The Press

She’s found her station in life

- BY JAKE KENNY

Life on Otematata Station is as busy as it is unpredicta­ble. Philippa (Pip) Cameron and her husband Joe, the fifth generation of his family to work the Waitaki Valley farm in North Otago, run 30,000 merino sheep and 500 head of cattle on their 40,000 hectares.

It’s a sparse, stunning environmen­t and the couple’s livelihood is completely at the mercy of the elements.

As station cook, Pip feeds eight to 10 farm workers each day.

Whether it’s mustering in autumn, lambing in spring, in the freezing winter and the heat of summer, she is up at 5am to get a head start on the baking before her daughters - Evelyn, 4, and Flora, 2 - wake.

She collects and shares hearty recipes from other farm cooks on her Instagram account @whats_for_smoko and has recently published a cookbook of her own station recipes, tested on groups of musterers as they passed through.

Pip inherited her job as cook from her mother-in-law Mandy Cameron, who died a few months before she and Joe decided to take over at Otematata in 2017.

Four years ago she was a primary school teacher in Dunedin and Joe flew planes for Jetstar. They were “city slickers”, she said.

But the land always called. She grew up in Central Otago and chose sheep shearing over fruit picking as an early source of pocket money. She would often reminisce about her early 20s spent working outdoors at “magic” places like Lake Wakatipu and on the outskirts of Wanaka and Queenstown.

“I’ve always felt peaceful and calm just being near the land. Even now just looking outside my window at the dry hills, I feel calm.”

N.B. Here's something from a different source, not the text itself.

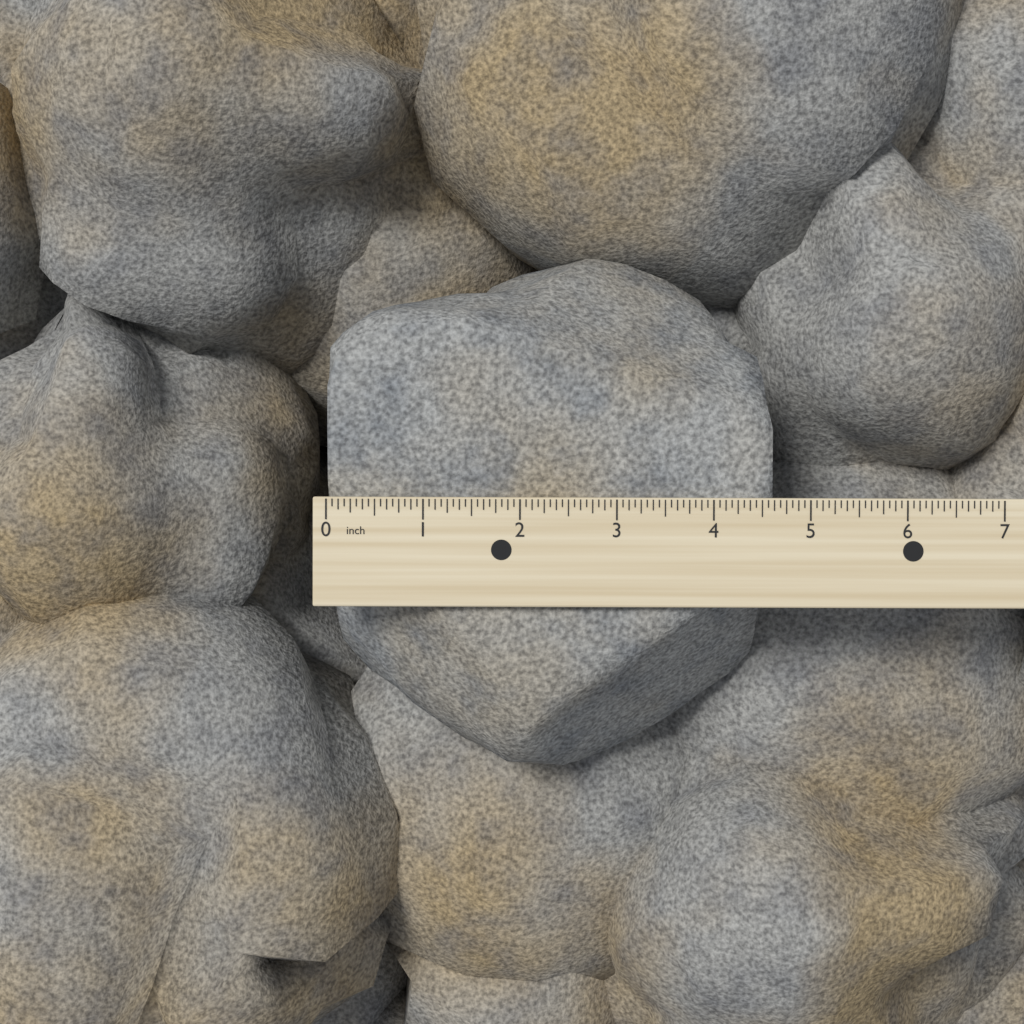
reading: 4.6250 inch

Joe’s childhood on the family farm and Pip’s sheep shearing days made them eager to expose their children to a similar upbringing, so when Evelyn was six months old, they decided to move to Joe’s home and run the Cameron family farm.

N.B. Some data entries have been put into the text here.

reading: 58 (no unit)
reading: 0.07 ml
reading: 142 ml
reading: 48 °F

“As much as I miss my [previous] career it’s not a decision I regret at all,” Pip said.

“People are sometimes embarrasse­d to say they’re a stayat-home mum. This isn’t a case of a woman at home in the kitchen type of thing – my role on the farm is an integral part and brings the team together. I couldn’t think of a better role to have.”

She and her husband see themselves as custodians of the land they’ve inherited. They agree they share a responsibi­lity to care for their family’s land and to pass it on to future generation­s.

“I just see this as an evolution of my life that makes total sense.”

 ??  ?? Philippa (Pip) Cameron looks out over Otematata Station.
Philippa (Pip) Cameron looks out over Otematata Station.